Physicists bet they’re homing in on Higgs

Illinois lab issues its last word on the long-sought particle

As physicists in Europe prep for a major announcement about the long-sought Higgs particle, U.S. scientists are not going gentle into that good night. Researchers at the Fermi National Accelerator Laboratory in Illinois have squeezed out the last drop of analysis on their own data — and concluded that the Higgs, if it exists, should have a mass between 115 and 135 billion electron volts.

The now-shuttered Tevatron atom-smasher, in Illinois, smashed together protons and antiprotons to search, in part, for the long-sought Higgs particle. Fermilab

That range, reported July 2, is not substantially different from earlier reports. It fits with hints reported by the European laboratory CERN in December, which suggested the Higgs might have a mass around 125 billion electron volts (SN: 12/31/11, p. 10). A proton has a mass of around 1 billion electron volts.

The Fermilab report “is the strongest evidence of Higgs boson production at any collider,” says Dmitri Denisov, a physicist at the lab.

Still, the data aren’t strong enough to claim that the Higgs particle has been spotted. “I would be willing to bet your house, but not mine,” says Rob Roser, another Fermilab physicist.

Many physicists expect to hear convincing, or near-convincing, evidence of the Higgs’ existence on July 4, when CERN will report its latest data.

The Higgs is the last undiscovered fundamental particle in physics’ standard model, which describes the particles that make up the universe and the forces that govern their interactions. Several theorists, including the University of Edinburgh’s Peter Higgs, proposed the particle in 1964 as a signal of a field that would have slow down the motion of some elementary particles, giving them mass.

Fermilab’s data come from its now-shuttered Tevatron collider, which slammed beams of protons into their antimatter counterpart, antiprotons. Between 2001 and 2011(SN: 9/24/11, p. 22), it gathered data on 500 trillion such collisions. Each created a shower of particle debris that physicists can scour for traces of the Higgs, which if it exists would have emerged in a small fraction of collisions and then immediately decayed away into other particles.

Tevatron scientists have about the same amount of data as CERN has so far, but at much lower energies. That means far fewer Higgs particles should have been produced in Illinois than in Europe. Still, data from the two main Tevatron detectors suggest that there are more particle “events” in the 115 billion to 135 billion electron volt range than one would expect if the Higgs did not exist, Fermilab scientists reported at an in-house seminar.

Further analysis from Europe should pin down whether this signal is real or not. CERN has the mother of all atom smashers: The 27-kilometer-circumference Large Hadron Collider collides protons with protons at energies never before achieved. Project scientists will present their latest findings at a CERN seminar on the morning of July 4, Geneva time, and also later in the week at a high-energy physics conference in Melbourne, Australia. Rumors are flying that the 125 GeV signal may have gotten stronger with data from CERN’s 2012 data run.

If the Higgs is found, the question turns to whether its properties match predictions made by the standard model, or whether they are slightly different. “If we do find the Higgs, we can start to play these measurements off each other and decide if we have a standard model Higgs or if there’s new physics involved,” said Fermilab physicist Eric James.

Key to the July 4 announcement will be the statistical strength of any reported Higgs signal. Separately, each of the LHC’s two main Higgs experiments may not be able to achieve the desired “five-sigma” signal, meaning the probability is less than 1 in 3.5 million that a statistical fluke could create the same signal or a more extreme one. Combined, the experiments may be able to reach that threshold. (The Tevatron analysis from its two detectors is just under three sigma, meaning the chance is 1 in 550 that a statistical fluke could create something at least as unusual.)

How long it will take, though, remains a mystery. “I can tell you 2012 is the year” to learn if the Higgs exists or not, says Tom LeCompte of Argonne National Laboratory. “I can’t tell you July is the month.”

Alexandra Witze is a contributing correspondent for Science News. Based in Boulder, Colo., Witze specializes in earth, planetary and astronomical sciences.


== What you should do ==
Write every line below out again, exactly as given, but leave out the pictures.

== Supplied data ==
▬▬▬▬▬▬▬▬▬▬
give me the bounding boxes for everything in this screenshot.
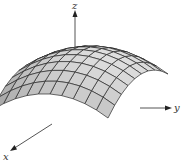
x-axis-label: x bbox=[3, 151, 9, 162]
z-axis: z bbox=[71, 0, 78, 54]
y-axis: y bbox=[140, 102, 180, 113]
dome-surface bbox=[0, 46, 168, 118]
y-axis-label: y bbox=[173, 102, 180, 113]
x-axis: x bbox=[3, 124, 52, 162]
surface-plot: z y x bbox=[0, 0, 186, 167]
z-axis-label: z bbox=[71, 0, 78, 11]
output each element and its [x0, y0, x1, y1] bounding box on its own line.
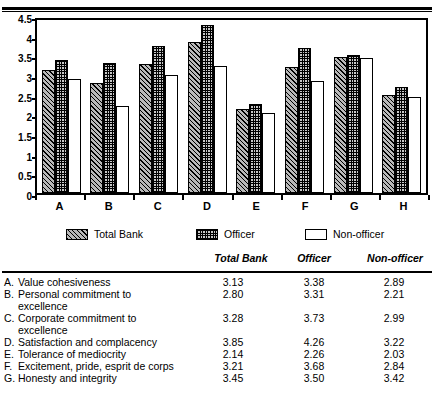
bar-h-total-bank	[382, 95, 395, 193]
table-body: A.Value cohesiveness3.133.382.89B.Person…	[0, 276, 436, 384]
table-row: D.Satisfaction and complacency3.854.263.…	[0, 336, 436, 348]
row-value-non-officer: 2.21	[366, 288, 422, 300]
y-axis-tick-mark	[32, 157, 37, 159]
y-axis-tick-mark	[32, 117, 37, 119]
x-axis-label-c: C	[135, 200, 180, 216]
page-top-rule-thin	[2, 11, 432, 12]
table-row: B.Personal commitment toexcellence2.803.…	[0, 288, 436, 312]
x-axis-label-d: D	[184, 200, 229, 216]
y-axis-tick-label: 0.5	[18, 172, 32, 182]
bar-b-non-officer	[116, 106, 129, 193]
x-axis-label-g: G	[332, 200, 377, 216]
x-axis-labels: ABCDEFGH	[35, 200, 428, 216]
row-value-total-bank: 2.14	[205, 348, 261, 360]
row-letter: B.	[4, 288, 14, 300]
row-letter: E.	[4, 348, 14, 360]
row-label-continued: excellence	[18, 300, 68, 312]
table-row: C.Corporate commitment toexcellence3.283…	[0, 312, 436, 336]
data-table: Total BankOfficerNon-officer	[0, 252, 436, 268]
y-axis-tick-mark	[32, 19, 37, 21]
bar-h-officer	[395, 87, 408, 193]
row-value-officer: 3.73	[289, 312, 339, 324]
legend-label: Officer	[224, 228, 255, 240]
bar-h-non-officer	[408, 97, 421, 193]
row-label: Honesty and integrity	[18, 372, 117, 384]
table-header-row: Total BankOfficerNon-officer	[0, 252, 436, 268]
row-letter: G.	[4, 372, 15, 384]
row-label: Excitement, pride, esprit de corps	[18, 360, 174, 372]
y-axis-tick-label: 1.5	[18, 133, 32, 143]
x-axis-label-b: B	[86, 200, 131, 216]
row-letter: F.	[4, 360, 12, 372]
row-value-non-officer: 2.84	[366, 360, 422, 372]
x-axis-label-f: F	[283, 200, 328, 216]
legend-item-officer: Officer	[196, 228, 255, 240]
bar-g-non-officer	[360, 58, 373, 193]
table-row: A.Value cohesiveness3.133.382.89	[0, 276, 436, 288]
y-axis-tick-mark	[32, 137, 37, 139]
legend-label: Non-officer	[333, 228, 384, 240]
bar-g-total-bank	[334, 57, 347, 193]
bar-d-officer	[201, 25, 214, 193]
legend-item-total-bank: Total Bank	[66, 228, 143, 240]
row-value-total-bank: 3.13	[205, 276, 261, 288]
bar-group-a	[42, 20, 81, 193]
bar-a-non-officer	[68, 79, 81, 193]
row-value-officer: 4.26	[289, 336, 339, 348]
x-axis-label-a: A	[37, 200, 82, 216]
bar-f-non-officer	[311, 81, 324, 193]
y-axis-tick-mark	[32, 39, 37, 41]
bar-c-officer	[152, 46, 165, 193]
x-axis-label-e: E	[234, 200, 279, 216]
legend-item-non-officer: Non-officer	[305, 228, 384, 240]
row-value-total-bank: 3.45	[205, 372, 261, 384]
table-row: G.Honesty and integrity3.453.503.42	[0, 372, 436, 384]
row-letter: C.	[4, 312, 15, 324]
bar-b-officer	[103, 63, 116, 193]
row-value-total-bank: 3.28	[205, 312, 261, 324]
y-axis-tick-mark	[32, 98, 37, 100]
row-value-non-officer: 2.03	[366, 348, 422, 360]
y-axis-tick-mark	[32, 58, 37, 60]
bar-b-total-bank	[90, 83, 103, 193]
legend-swatch-diagonal-hatch	[66, 229, 88, 240]
row-value-officer: 3.50	[289, 372, 339, 384]
row-value-officer: 3.68	[289, 360, 339, 372]
row-value-non-officer: 2.89	[366, 276, 422, 288]
bar-d-non-officer	[214, 66, 227, 193]
bar-groups	[37, 20, 426, 193]
row-value-total-bank: 2.80	[205, 288, 261, 300]
table-row: F.Excitement, pride, esprit de corps3.21…	[0, 360, 436, 372]
row-label: Corporate commitment to	[18, 312, 136, 324]
bar-e-non-officer	[262, 113, 275, 193]
bar-e-officer	[249, 104, 262, 193]
bar-f-total-bank	[285, 67, 298, 193]
table-header-rule	[2, 271, 432, 273]
bar-g-officer	[347, 55, 360, 193]
bar-group-e	[236, 20, 275, 193]
bar-c-total-bank	[139, 64, 152, 193]
bar-f-officer	[298, 48, 311, 193]
bar-group-b	[90, 20, 129, 193]
row-value-non-officer: 3.42	[366, 372, 422, 384]
bar-c-non-officer	[165, 75, 178, 193]
row-value-officer: 3.31	[289, 288, 339, 300]
bar-chart: 00.511.522.533.544.5 ABCDEFGH	[0, 14, 436, 210]
page-top-rule	[2, 7, 432, 10]
table-column-header-non-officer: Non-officer	[360, 252, 430, 264]
bar-group-f	[285, 20, 324, 193]
bar-a-officer	[55, 60, 68, 193]
table-row: E.Tolerance of mediocrity2.142.262.03	[0, 348, 436, 360]
row-value-officer: 2.26	[289, 348, 339, 360]
bar-group-c	[139, 20, 178, 193]
row-value-officer: 3.38	[289, 276, 339, 288]
y-axis-tick-label: 3.5	[18, 54, 32, 64]
row-value-non-officer: 2.99	[366, 312, 422, 324]
legend-swatch-checker-stipple	[196, 229, 218, 240]
row-letter: D.	[4, 336, 15, 348]
legend-swatch-empty-white	[305, 229, 327, 240]
bar-e-total-bank	[236, 109, 249, 193]
bar-group-d	[188, 20, 227, 193]
y-axis-tick-mark	[32, 176, 37, 178]
bar-group-h	[382, 20, 421, 193]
▬▬▬▬▬▬▬▬▬▬
== Written reply ==
give me the bounding boxes for everything in this screenshot.
x-axis-label: x bbox=[3, 151, 9, 162]
z-axis: z bbox=[71, 0, 78, 54]
y-axis: y bbox=[140, 102, 180, 113]
dome-surface bbox=[0, 46, 168, 118]
y-axis-label: y bbox=[173, 102, 180, 113]
x-axis: x bbox=[3, 124, 52, 162]
surface-plot: z y x bbox=[0, 0, 186, 167]
z-axis-label: z bbox=[71, 0, 78, 11]
output each element and its [x0, y0, x1, y1] bounding box on its own line.
bar-h-total-bank	[382, 95, 395, 193]
table-body: A.Value cohesiveness3.133.382.89B.Person…	[0, 276, 436, 384]
table-row: D.Satisfaction and complacency3.854.263.…	[0, 336, 436, 348]
row-value-non-officer: 2.21	[366, 288, 422, 300]
y-axis-tick-mark	[32, 157, 37, 159]
y-axis-tick-mark	[32, 117, 37, 119]
x-axis-label-c: C	[135, 200, 180, 216]
page-top-rule-thin	[2, 11, 432, 12]
table-row: B.Personal commitment toexcellence2.803.…	[0, 288, 436, 312]
x-axis-label-d: D	[184, 200, 229, 216]
y-axis-tick-label: 0.5	[18, 172, 32, 182]
bar-b-non-officer	[116, 106, 129, 193]
x-axis-label-g: G	[332, 200, 377, 216]
x-axis-labels: ABCDEFGH	[35, 200, 428, 216]
row-value-total-bank: 2.14	[205, 348, 261, 360]
row-letter: B.	[4, 288, 14, 300]
row-letter: E.	[4, 348, 14, 360]
row-label-continued: excellence	[18, 300, 68, 312]
table-row: C.Corporate commitment toexcellence3.283…	[0, 312, 436, 336]
data-table: Total BankOfficerNon-officer	[0, 252, 436, 268]
y-axis-tick-mark	[32, 19, 37, 21]
bar-h-officer	[395, 87, 408, 193]
row-value-officer: 3.73	[289, 312, 339, 324]
legend-label: Officer	[224, 228, 255, 240]
bar-h-non-officer	[408, 97, 421, 193]
row-label: Honesty and integrity	[18, 372, 117, 384]
table-header-row: Total BankOfficerNon-officer	[0, 252, 436, 268]
row-letter: G.	[4, 372, 15, 384]
row-label: Excitement, pride, esprit de corps	[18, 360, 174, 372]
y-axis-tick-label: 1.5	[18, 133, 32, 143]
x-axis-label-b: B	[86, 200, 131, 216]
row-letter: F.	[4, 360, 12, 372]
row-value-non-officer: 2.84	[366, 360, 422, 372]
x-axis-label-f: F	[283, 200, 328, 216]
legend-item-officer: Officer	[196, 228, 255, 240]
bar-g-non-officer	[360, 58, 373, 193]
table-row: A.Value cohesiveness3.133.382.89	[0, 276, 436, 288]
y-axis-tick-mark	[32, 137, 37, 139]
legend-label: Non-officer	[333, 228, 384, 240]
bar-g-total-bank	[334, 57, 347, 193]
bar-d-officer	[201, 25, 214, 193]
legend-item-total-bank: Total Bank	[66, 228, 143, 240]
row-value-total-bank: 3.13	[205, 276, 261, 288]
bar-group-a	[42, 20, 81, 193]
bar-a-non-officer	[68, 79, 81, 193]
row-value-officer: 4.26	[289, 336, 339, 348]
x-axis-label-a: A	[37, 200, 82, 216]
bar-f-non-officer	[311, 81, 324, 193]
y-axis-tick-mark	[32, 39, 37, 41]
bar-c-officer	[152, 46, 165, 193]
x-axis-label-e: E	[234, 200, 279, 216]
legend-item-non-officer: Non-officer	[305, 228, 384, 240]
row-value-total-bank: 3.45	[205, 372, 261, 384]
table-row: G.Honesty and integrity3.453.503.42	[0, 372, 436, 384]
row-letter: C.	[4, 312, 15, 324]
bar-b-officer	[103, 63, 116, 193]
row-value-total-bank: 3.28	[205, 312, 261, 324]
y-axis-tick-mark	[32, 98, 37, 100]
row-value-non-officer: 2.03	[366, 348, 422, 360]
y-axis-tick-mark	[32, 58, 37, 60]
bar-b-total-bank	[90, 83, 103, 193]
legend-swatch-diagonal-hatch	[66, 229, 88, 240]
row-value-officer: 3.50	[289, 372, 339, 384]
row-value-officer: 3.68	[289, 360, 339, 372]
row-value-non-officer: 2.89	[366, 276, 422, 288]
bar-d-non-officer	[214, 66, 227, 193]
bar-groups	[37, 20, 426, 193]
row-value-total-bank: 2.80	[205, 288, 261, 300]
table-row: F.Excitement, pride, esprit de corps3.21…	[0, 360, 436, 372]
row-label: Corporate commitment to	[18, 312, 136, 324]
bar-e-non-officer	[262, 113, 275, 193]
bar-e-officer	[249, 104, 262, 193]
bar-f-total-bank	[285, 67, 298, 193]
table-header-rule	[2, 271, 432, 273]
bar-g-officer	[347, 55, 360, 193]
bar-group-e	[236, 20, 275, 193]
bar-c-total-bank	[139, 64, 152, 193]
bar-f-officer	[298, 48, 311, 193]
bar-group-b	[90, 20, 129, 193]
row-value-non-officer: 3.42	[366, 372, 422, 384]
bar-c-non-officer	[165, 75, 178, 193]
row-value-officer: 3.31	[289, 288, 339, 300]
bar-chart: 00.511.522.533.544.5 ABCDEFGH	[0, 14, 436, 210]
page-top-rule	[2, 7, 432, 10]
table-column-header-non-officer: Non-officer	[360, 252, 430, 264]
bar-group-f	[285, 20, 324, 193]
bar-a-officer	[55, 60, 68, 193]
table-row: E.Tolerance of mediocrity2.142.262.03	[0, 348, 436, 360]
row-value-officer: 2.26	[289, 348, 339, 360]
bar-group-c	[139, 20, 178, 193]
row-value-officer: 3.38	[289, 276, 339, 288]
y-axis-tick-label: 3.5	[18, 54, 32, 64]
row-value-non-officer: 2.99	[366, 312, 422, 324]
legend-swatch-checker-stipple	[196, 229, 218, 240]
row-letter: D.	[4, 336, 15, 348]
legend-swatch-empty-white	[305, 229, 327, 240]
bar-e-total-bank	[236, 109, 249, 193]
bar-group-d	[188, 20, 227, 193]
y-axis-tick-mark	[32, 176, 37, 178]
bar-group-h	[382, 20, 421, 193]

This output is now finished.